Free Breakfast for Children

Free Breakfast for School Children Program
ProductsBreakfast
OwnerBlack Panther Party
CountryUnited States
Key peopleHuey P. Newton, Fred Hampton
Established1969
Huey P. Newton & Bobby Seale, founders of The Black Panther Party pictured in Oakland, CA. 1971
The flyer was released in June 1970, and it informs about the October 1970 opening of the new location of the party's free breakfast program for children.

The Free Breakfast for School Children Program, or the People’s Free Food Program, was a community service program run by the Black Panther Party that focused on providing free breakfast for children before school. The program began in January 1969 at Father Earl A. Neil's St. Augustine's Episcopal Church, located in West Oakland, California[1] and spread throughout the nation.
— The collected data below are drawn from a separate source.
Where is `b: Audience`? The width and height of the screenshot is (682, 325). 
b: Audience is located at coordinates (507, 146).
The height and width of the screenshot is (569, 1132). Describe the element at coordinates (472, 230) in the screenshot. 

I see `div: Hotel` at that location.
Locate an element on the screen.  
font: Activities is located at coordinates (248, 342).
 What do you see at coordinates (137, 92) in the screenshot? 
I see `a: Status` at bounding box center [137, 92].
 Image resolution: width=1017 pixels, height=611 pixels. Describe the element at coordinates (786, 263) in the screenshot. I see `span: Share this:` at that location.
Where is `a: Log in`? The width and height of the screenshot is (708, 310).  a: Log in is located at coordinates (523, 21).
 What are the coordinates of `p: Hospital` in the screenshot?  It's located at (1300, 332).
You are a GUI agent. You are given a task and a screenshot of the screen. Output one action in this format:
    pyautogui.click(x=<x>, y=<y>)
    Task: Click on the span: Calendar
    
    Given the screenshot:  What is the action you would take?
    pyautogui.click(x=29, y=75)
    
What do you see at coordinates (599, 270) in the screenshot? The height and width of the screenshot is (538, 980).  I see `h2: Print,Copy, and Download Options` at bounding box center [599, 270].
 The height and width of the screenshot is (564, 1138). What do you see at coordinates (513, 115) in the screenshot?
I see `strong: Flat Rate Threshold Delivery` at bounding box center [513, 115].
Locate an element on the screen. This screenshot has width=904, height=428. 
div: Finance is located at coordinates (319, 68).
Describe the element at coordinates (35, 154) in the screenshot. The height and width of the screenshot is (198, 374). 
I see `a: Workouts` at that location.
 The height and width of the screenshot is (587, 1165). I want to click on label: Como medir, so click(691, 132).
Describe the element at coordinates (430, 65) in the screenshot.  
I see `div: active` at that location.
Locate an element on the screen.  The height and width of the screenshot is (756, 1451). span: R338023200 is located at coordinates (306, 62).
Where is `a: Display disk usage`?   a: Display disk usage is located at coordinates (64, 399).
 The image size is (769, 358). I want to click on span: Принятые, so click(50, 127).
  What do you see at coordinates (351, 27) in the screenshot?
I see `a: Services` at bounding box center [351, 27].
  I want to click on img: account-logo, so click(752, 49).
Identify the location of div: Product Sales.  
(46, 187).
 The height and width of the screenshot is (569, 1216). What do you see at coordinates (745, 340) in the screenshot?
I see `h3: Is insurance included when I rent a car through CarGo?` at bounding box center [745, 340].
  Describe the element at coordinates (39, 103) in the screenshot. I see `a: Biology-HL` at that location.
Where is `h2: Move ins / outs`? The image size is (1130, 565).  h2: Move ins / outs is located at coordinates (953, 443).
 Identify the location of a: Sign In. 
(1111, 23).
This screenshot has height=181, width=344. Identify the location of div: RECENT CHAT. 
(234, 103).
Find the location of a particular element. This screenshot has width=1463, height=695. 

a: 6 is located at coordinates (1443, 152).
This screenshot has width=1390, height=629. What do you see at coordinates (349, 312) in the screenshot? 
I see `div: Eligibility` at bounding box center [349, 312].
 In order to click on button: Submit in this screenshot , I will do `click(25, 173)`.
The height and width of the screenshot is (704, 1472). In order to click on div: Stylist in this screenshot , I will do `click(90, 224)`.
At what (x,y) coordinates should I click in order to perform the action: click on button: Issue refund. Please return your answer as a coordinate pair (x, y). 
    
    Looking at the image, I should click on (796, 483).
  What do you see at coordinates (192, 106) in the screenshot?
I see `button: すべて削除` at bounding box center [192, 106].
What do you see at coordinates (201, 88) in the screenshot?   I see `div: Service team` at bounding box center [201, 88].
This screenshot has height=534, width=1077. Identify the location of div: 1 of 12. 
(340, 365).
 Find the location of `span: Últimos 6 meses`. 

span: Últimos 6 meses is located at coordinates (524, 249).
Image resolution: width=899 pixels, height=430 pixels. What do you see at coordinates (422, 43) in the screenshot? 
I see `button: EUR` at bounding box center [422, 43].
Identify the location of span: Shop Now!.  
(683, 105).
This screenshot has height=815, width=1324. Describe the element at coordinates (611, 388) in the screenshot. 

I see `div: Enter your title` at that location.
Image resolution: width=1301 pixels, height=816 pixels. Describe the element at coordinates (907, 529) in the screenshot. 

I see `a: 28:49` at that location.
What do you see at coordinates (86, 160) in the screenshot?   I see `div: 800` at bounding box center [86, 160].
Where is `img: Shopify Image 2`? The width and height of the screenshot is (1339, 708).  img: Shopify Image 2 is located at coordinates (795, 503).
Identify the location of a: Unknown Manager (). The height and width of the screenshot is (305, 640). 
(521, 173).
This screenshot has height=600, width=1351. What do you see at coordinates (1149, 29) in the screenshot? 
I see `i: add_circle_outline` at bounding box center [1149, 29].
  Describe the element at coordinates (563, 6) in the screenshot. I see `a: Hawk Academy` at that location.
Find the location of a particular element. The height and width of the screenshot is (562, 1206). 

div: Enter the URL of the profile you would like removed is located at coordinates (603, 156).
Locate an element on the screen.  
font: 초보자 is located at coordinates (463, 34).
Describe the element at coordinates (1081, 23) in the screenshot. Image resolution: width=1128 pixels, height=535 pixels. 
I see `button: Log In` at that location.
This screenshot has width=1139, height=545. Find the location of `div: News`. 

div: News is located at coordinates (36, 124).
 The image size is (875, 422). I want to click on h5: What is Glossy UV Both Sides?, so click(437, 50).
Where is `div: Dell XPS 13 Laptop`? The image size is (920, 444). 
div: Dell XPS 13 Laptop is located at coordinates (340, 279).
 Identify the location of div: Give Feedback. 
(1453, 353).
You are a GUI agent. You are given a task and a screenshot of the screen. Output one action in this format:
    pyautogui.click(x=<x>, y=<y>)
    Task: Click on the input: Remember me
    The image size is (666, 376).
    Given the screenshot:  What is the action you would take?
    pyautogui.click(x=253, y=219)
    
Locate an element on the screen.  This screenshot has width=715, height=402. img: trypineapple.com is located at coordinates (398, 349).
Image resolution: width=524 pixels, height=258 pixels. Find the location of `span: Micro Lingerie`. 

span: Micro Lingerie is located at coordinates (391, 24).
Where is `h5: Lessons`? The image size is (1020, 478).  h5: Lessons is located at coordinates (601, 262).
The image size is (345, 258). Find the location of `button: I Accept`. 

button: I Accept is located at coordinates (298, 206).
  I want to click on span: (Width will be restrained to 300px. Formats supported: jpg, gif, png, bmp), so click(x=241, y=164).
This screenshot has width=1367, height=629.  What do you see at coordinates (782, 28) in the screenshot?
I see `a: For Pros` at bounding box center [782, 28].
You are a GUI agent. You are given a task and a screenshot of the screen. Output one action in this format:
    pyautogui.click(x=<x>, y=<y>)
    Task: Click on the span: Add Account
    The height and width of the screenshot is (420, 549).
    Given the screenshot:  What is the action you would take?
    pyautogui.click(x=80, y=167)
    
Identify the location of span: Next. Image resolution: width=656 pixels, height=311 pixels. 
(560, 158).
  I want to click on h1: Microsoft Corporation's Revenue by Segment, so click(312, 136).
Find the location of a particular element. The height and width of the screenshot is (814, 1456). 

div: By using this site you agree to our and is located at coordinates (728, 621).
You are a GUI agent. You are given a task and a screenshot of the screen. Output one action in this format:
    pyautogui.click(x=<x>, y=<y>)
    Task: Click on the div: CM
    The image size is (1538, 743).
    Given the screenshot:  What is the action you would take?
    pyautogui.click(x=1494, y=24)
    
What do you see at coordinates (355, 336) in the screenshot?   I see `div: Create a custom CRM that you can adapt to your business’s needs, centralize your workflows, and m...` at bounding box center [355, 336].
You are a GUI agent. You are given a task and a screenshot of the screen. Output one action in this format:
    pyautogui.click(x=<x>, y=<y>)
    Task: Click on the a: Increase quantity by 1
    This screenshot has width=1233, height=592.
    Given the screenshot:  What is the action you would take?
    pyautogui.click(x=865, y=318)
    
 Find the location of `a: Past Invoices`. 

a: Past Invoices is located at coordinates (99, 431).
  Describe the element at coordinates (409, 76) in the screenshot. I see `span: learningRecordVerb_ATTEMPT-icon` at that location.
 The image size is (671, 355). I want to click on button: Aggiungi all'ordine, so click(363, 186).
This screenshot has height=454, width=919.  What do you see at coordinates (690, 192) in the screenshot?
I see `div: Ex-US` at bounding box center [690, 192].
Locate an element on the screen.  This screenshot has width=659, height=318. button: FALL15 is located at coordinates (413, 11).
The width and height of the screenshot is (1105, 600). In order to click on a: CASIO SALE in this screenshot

This program was an early manifestation of the social mission envisioned by Black Panther Party founders Huey P. Newton and Bobby Seale, along with their founding of the Oakland Community School, which provided high-level education to 150 children from impoverished urban neighborhoods. The breakfasts formed the core of what became known as the party's Survival Programs.[2] Inspired by contemporary research about the essential role of breakfast for optimal schooling and the belief that alleviating hunger and poverty was necessary for Black liberation, the Panthers cooked and served food to the poor inner city youth of the area. The service created community centers in various cities for children and parents to simultaneously eat and learn more about black liberation and the Black Panther Party's efforts.

  1. ^ Bloom, Joshua (25 October 2016). Black against empire : the history and politics of the Black Panther Party. Univ of California Press. ISBN 978-0-520-29328-1. OCLC 966308767.
  2. ^ Self, Robert. American Babylon: Race and the Struggle for Postwar Oakland. Princeton University Press, 2003. p. 231.